Skip to content

Commit 4f0bc70

Browse files
authored
Add overprovisioning and responsiveness to autoscaling docs (#1397)
1 parent 9e3dfba commit 4f0bc70

File tree

1 file changed

+12
-0
lines changed

1 file changed

+12
-0
lines changed

docs/deployments/realtime-api/autoscaling.md

Lines changed: 12 additions & 0 deletions
Original file line numberDiff line numberDiff line change
@@ -63,3 +63,15 @@ For example, setting `target_replica_concurrency` to `processes_per_replica` * `
6363
## Autoscaling Instances
6464

6565
Cortex spins up and down instances based on the aggregate resource requests of all APIs. The number of instances will be at least `min_instances` and no more than `max_instances` ([configured during installation](../../cluster-management/config.md) and modifiable via `cortex cluster configure`).
66+
67+
## Overprovisioning
68+
69+
The default value for `target_replica_concurrency` is `processes_per_replica` * `threads_per_process`, which behaves well in many situations (see above for an explanation of how `target_replica_concurrency` affects autoscaling). However, if your application is sensitive to spikes in traffic or if creating new replicas takes too long (see below), you may find it helpful to maintain extra capacity to handle the increased traffic while new replicas are being created. This can be accomplished by setting `target_replica_concurrency` to a lower value relative to the expected replica's concurrency. The smaller `target_replica_concurrency` is, the more unused capacity your API will have, and the more room it will have to handle sudden increased load. The increased request rate will still trigger the autoscaler, and your API will stabilize again (maintaining the overprovisioned capacity).
70+
71+
For example, if you've determined that each replica in your API can handle 2 requests (including requests sitting in the replica's queue), you would set `target_replica_concurrency` to 2. In a scenario where your API is receiving 8 concurrent requests on average, if you set `target_replica_concurrency` to 2, the autoscaler would maintain 4 live replicas. If you wanted to overprovision by 25%, you can set `target_replica_concurrency` to 1.6 causing the autoscaler maintain 5 live replicas.
72+
73+
## A note about autoscaling responsiveness
74+
75+
Assuming that `window` and `upscale_stabilization_period` are set to their default values (1 minute), it could take up to 2 minutes of increased traffic before an extra replica is requested. As soon as the additional replica is requested, the replica request will be visible in the output of `cortex get`, but the replica won't yet be running. If an extra instance is required to schedule the newly requested replica, it could take a few minutes for AWS to provision the instance (depending on the instance type), plus a few minutes for the newly provisioned instance to download your api image and for the api to initialize (via its `__init__()` method).
76+
77+
Keep these delays in mind when considering overprovisioning (see above) and when determining appropriate values for `window` and `upscale_stabilization_period`. If you want the autoscaler to react as quickly as possible, set `upscale_stabilization_period` and `window` to their minimum values (0s and 10s respectively).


**EXERCISE OBJECTIVE:**
Tell how many lines in the data hold "Number", giving that figure alone.

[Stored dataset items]

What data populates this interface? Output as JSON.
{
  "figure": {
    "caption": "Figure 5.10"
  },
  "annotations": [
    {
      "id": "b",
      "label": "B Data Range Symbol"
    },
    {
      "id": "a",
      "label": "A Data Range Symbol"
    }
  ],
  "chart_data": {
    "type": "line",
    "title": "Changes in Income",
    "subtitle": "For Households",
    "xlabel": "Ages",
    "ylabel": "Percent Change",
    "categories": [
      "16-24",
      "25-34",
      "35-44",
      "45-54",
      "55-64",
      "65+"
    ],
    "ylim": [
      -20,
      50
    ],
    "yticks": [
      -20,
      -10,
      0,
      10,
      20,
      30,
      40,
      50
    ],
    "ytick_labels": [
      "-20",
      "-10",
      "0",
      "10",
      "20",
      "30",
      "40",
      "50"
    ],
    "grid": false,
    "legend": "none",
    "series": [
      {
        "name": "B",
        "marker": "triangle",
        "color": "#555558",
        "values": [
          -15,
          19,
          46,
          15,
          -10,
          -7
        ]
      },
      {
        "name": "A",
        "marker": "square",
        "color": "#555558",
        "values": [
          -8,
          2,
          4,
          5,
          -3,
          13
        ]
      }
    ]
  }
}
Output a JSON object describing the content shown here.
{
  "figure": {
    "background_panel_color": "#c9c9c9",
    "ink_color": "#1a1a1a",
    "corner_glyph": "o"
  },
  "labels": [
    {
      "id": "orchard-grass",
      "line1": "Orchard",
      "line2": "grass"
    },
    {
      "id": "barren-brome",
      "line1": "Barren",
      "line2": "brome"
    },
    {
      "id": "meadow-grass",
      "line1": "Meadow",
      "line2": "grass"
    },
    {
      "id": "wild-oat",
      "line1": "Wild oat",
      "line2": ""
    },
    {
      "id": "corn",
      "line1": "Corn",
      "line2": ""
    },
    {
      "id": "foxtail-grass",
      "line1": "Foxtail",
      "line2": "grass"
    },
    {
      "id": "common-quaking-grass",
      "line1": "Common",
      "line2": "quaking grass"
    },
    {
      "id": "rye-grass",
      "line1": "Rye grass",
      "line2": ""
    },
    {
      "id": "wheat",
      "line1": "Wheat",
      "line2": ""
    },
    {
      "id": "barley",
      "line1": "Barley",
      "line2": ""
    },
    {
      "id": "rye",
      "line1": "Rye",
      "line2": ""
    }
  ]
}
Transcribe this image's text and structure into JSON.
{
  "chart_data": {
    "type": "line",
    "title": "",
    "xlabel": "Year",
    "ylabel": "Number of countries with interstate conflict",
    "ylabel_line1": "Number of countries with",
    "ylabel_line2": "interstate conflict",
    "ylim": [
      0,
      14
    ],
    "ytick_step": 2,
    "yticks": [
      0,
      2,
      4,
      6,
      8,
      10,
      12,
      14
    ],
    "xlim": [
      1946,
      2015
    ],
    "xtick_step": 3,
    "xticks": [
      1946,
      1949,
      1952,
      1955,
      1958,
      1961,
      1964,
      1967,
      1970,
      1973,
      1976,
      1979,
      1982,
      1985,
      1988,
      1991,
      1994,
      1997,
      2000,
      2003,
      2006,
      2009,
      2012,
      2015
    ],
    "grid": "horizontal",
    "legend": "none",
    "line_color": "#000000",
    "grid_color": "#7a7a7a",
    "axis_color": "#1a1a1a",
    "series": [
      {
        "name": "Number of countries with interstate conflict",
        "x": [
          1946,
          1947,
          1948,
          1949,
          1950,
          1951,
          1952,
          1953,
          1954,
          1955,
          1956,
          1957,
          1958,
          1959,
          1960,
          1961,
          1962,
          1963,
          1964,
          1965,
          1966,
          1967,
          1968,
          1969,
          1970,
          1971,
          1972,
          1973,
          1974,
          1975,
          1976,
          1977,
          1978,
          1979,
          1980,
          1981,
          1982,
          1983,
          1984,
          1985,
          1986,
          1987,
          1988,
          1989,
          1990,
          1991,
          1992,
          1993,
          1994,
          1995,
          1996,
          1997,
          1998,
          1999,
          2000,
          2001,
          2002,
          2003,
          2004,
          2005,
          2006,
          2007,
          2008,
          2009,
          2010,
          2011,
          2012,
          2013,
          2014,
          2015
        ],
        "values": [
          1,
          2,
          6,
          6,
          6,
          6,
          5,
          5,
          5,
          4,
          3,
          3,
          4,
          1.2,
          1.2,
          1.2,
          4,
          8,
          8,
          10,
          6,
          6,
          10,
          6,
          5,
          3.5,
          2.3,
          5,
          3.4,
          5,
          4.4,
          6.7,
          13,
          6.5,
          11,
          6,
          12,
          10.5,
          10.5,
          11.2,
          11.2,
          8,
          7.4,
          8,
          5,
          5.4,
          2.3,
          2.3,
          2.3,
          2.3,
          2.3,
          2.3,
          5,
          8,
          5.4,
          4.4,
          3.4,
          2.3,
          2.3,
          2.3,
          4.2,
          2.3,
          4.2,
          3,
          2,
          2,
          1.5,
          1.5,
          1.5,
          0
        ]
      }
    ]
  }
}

...

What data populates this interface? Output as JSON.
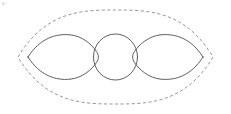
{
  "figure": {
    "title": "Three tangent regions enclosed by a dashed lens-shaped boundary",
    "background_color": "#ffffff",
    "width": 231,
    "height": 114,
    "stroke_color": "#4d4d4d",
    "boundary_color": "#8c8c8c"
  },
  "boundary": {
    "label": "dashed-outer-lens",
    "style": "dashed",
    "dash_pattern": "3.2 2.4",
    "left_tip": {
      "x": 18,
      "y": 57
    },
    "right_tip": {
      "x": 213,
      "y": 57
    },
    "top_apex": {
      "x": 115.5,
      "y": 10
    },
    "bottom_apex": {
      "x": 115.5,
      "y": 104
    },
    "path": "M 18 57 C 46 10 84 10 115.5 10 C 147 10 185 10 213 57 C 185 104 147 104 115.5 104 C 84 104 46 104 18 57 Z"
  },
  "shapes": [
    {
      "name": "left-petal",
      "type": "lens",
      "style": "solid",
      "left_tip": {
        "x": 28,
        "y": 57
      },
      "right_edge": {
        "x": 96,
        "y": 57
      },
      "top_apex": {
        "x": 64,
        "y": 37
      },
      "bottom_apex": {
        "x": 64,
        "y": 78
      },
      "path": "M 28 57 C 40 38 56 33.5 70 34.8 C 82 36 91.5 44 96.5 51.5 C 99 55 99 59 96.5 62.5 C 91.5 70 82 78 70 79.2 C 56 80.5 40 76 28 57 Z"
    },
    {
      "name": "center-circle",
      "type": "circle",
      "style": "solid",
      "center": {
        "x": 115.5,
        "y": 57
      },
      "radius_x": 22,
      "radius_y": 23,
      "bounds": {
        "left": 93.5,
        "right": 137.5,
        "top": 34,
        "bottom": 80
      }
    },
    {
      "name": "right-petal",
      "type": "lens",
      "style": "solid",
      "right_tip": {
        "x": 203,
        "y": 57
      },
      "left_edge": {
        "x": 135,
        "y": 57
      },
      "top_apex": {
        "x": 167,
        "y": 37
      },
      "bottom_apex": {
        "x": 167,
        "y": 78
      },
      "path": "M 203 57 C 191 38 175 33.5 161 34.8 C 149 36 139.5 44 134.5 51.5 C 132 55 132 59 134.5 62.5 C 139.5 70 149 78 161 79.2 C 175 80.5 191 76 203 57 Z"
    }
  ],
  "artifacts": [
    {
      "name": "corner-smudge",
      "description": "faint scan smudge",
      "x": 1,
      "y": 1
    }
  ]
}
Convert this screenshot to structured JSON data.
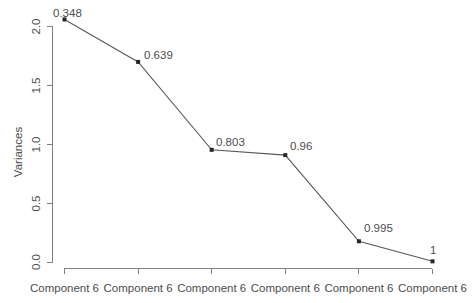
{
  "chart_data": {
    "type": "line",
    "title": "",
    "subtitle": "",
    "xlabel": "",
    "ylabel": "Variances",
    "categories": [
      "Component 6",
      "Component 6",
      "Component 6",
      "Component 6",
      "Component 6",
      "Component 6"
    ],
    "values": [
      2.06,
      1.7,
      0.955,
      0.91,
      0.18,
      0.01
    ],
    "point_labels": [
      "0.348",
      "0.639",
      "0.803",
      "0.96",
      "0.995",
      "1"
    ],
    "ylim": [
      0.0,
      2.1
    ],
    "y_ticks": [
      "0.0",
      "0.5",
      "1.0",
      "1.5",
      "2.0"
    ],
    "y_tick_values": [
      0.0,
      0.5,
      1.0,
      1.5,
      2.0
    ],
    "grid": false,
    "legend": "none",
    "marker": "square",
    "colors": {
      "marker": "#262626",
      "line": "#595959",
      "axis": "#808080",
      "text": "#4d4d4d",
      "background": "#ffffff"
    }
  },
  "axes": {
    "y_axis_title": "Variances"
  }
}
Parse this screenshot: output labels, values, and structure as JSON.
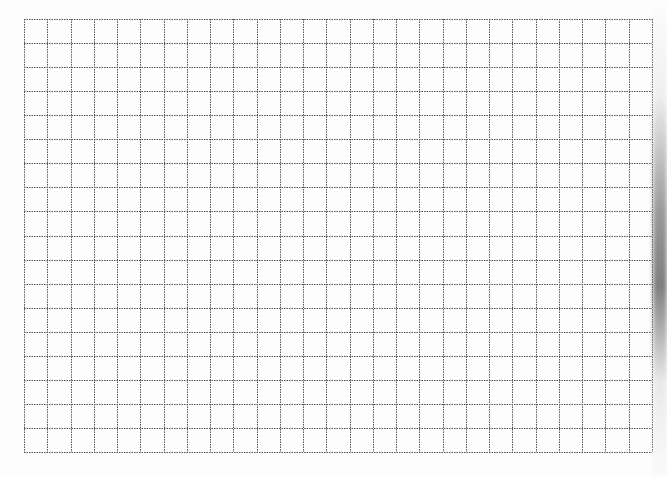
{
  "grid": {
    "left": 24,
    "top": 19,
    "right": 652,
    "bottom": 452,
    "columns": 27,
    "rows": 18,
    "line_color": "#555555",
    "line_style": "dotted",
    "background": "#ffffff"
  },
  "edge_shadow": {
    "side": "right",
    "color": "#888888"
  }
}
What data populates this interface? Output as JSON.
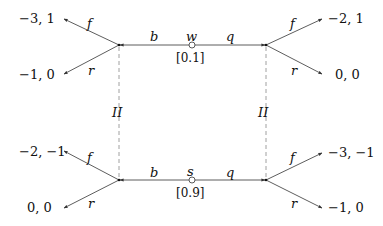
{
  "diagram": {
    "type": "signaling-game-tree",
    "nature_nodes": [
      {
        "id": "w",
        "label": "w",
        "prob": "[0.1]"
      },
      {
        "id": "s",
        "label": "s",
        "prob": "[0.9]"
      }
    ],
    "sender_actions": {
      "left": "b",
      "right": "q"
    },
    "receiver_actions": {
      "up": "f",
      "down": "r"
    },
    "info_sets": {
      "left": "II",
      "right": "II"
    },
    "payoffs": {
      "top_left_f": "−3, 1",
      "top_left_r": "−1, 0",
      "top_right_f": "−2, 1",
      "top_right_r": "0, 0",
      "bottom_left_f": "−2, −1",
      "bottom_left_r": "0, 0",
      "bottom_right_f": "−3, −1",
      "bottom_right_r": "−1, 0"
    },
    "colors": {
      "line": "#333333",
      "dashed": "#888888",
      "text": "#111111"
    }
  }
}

**SOLVED PROBLEM:**
3